Yes, it's possible to implement that.
A simple way would be to use a shell script that would call snapper
repeatedly, once for each config. A for
loop would be enough to do that, it seems.
You can even do it inline in the systemd unit file:
ExecStart=/bin/sh -e -c '. /etc/conf.d/snapper; for conf in $$SNAPPER_CONFIGS; do /usr/bin/snapper --config "$$conf" --cleanup-algorithm number --description "boot"; done'
Note that you need to escape the $
s, so that systemd doesn't try to interpret those as systemd variables and instead lets the shell interpret them. (In my opinion, using an external shell script that you call in ExecStart=
is a cleaner approach, then you don't need to deal with escaping and don't need to cram everything into a single line either.)
Another option would be to modify snapper
itself so it could handle that natively. Say, make it read that config file and handle those configs whenever it's called without any --config
arguments. That would be an even cleaner approach.
Whether it's advisable or not... I guess it depends. If you're getting this snapper-boot.sevice
unit from a package from your distribution, then you might have trouble whenever there's a package upgrade that would touch that file. So, in a way, it depends on your particular situation.
If this unit file is indeed shipped with a package from your Linux distribution, you might want to consider opening a bug report to them, asking them to avoid hardcoding config names in the unit file.
If it's not owned by your distribution, then consider storing it in /etc/systemd/system
instead, since the /usr/lib
is typically reserved for files shipped and managed by the Linux distribution.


● **What you should do**: Your output is the line containing "is (1398, 772)." plus all lines after it to the end of the records, reproduced exactly, with nothing else.

● **Listed entries**:
---*---

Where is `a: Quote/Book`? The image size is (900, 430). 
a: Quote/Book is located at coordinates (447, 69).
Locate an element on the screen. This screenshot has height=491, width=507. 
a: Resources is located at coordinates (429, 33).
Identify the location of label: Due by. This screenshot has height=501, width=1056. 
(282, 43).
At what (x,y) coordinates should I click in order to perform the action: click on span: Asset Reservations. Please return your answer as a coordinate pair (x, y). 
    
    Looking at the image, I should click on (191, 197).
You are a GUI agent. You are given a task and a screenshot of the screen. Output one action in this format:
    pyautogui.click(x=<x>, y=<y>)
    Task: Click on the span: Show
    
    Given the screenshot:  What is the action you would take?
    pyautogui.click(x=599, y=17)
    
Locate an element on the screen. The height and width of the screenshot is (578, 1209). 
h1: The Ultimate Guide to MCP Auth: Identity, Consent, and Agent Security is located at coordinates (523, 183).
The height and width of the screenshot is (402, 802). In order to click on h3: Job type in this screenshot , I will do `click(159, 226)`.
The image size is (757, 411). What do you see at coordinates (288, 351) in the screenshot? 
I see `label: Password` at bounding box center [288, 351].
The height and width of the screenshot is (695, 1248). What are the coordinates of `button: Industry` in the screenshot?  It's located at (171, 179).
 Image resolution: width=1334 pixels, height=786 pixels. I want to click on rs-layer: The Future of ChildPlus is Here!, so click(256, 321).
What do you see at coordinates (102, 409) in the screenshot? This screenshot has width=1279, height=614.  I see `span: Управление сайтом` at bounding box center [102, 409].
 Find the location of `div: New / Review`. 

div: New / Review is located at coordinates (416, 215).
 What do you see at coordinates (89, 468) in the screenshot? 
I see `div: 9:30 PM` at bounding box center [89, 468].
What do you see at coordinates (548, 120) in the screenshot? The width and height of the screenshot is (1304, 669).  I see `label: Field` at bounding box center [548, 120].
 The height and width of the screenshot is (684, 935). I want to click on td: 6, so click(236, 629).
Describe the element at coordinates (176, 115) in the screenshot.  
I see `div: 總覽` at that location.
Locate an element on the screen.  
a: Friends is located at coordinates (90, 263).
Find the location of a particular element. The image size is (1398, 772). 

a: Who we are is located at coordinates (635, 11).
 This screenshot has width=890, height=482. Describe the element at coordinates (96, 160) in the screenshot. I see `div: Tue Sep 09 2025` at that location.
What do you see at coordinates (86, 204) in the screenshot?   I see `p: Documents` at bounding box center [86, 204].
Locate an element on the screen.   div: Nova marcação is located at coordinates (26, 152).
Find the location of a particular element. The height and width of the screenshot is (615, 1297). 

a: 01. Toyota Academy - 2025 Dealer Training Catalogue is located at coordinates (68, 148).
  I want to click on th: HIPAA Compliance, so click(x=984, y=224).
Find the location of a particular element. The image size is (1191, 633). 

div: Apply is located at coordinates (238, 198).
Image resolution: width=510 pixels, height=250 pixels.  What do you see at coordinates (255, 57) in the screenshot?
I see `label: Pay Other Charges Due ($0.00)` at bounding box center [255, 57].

---*---

● **Task result**:
Find the location of a particular element. The image size is (1398, 772). 

a: Who we are is located at coordinates (635, 11).
 This screenshot has width=890, height=482. Describe the element at coordinates (96, 160) in the screenshot. I see `div: Tue Sep 09 2025` at that location.
What do you see at coordinates (86, 204) in the screenshot?   I see `p: Documents` at bounding box center [86, 204].
Locate an element on the screen.   div: Nova marcação is located at coordinates (26, 152).
Find the location of a particular element. The height and width of the screenshot is (615, 1297). 

a: 01. Toyota Academy - 2025 Dealer Training Catalogue is located at coordinates (68, 148).
  I want to click on th: HIPAA Compliance, so click(x=984, y=224).
Find the location of a particular element. The image size is (1191, 633). 

div: Apply is located at coordinates (238, 198).
Image resolution: width=510 pixels, height=250 pixels.  What do you see at coordinates (255, 57) in the screenshot?
I see `label: Pay Other Charges Due ($0.00)` at bounding box center [255, 57].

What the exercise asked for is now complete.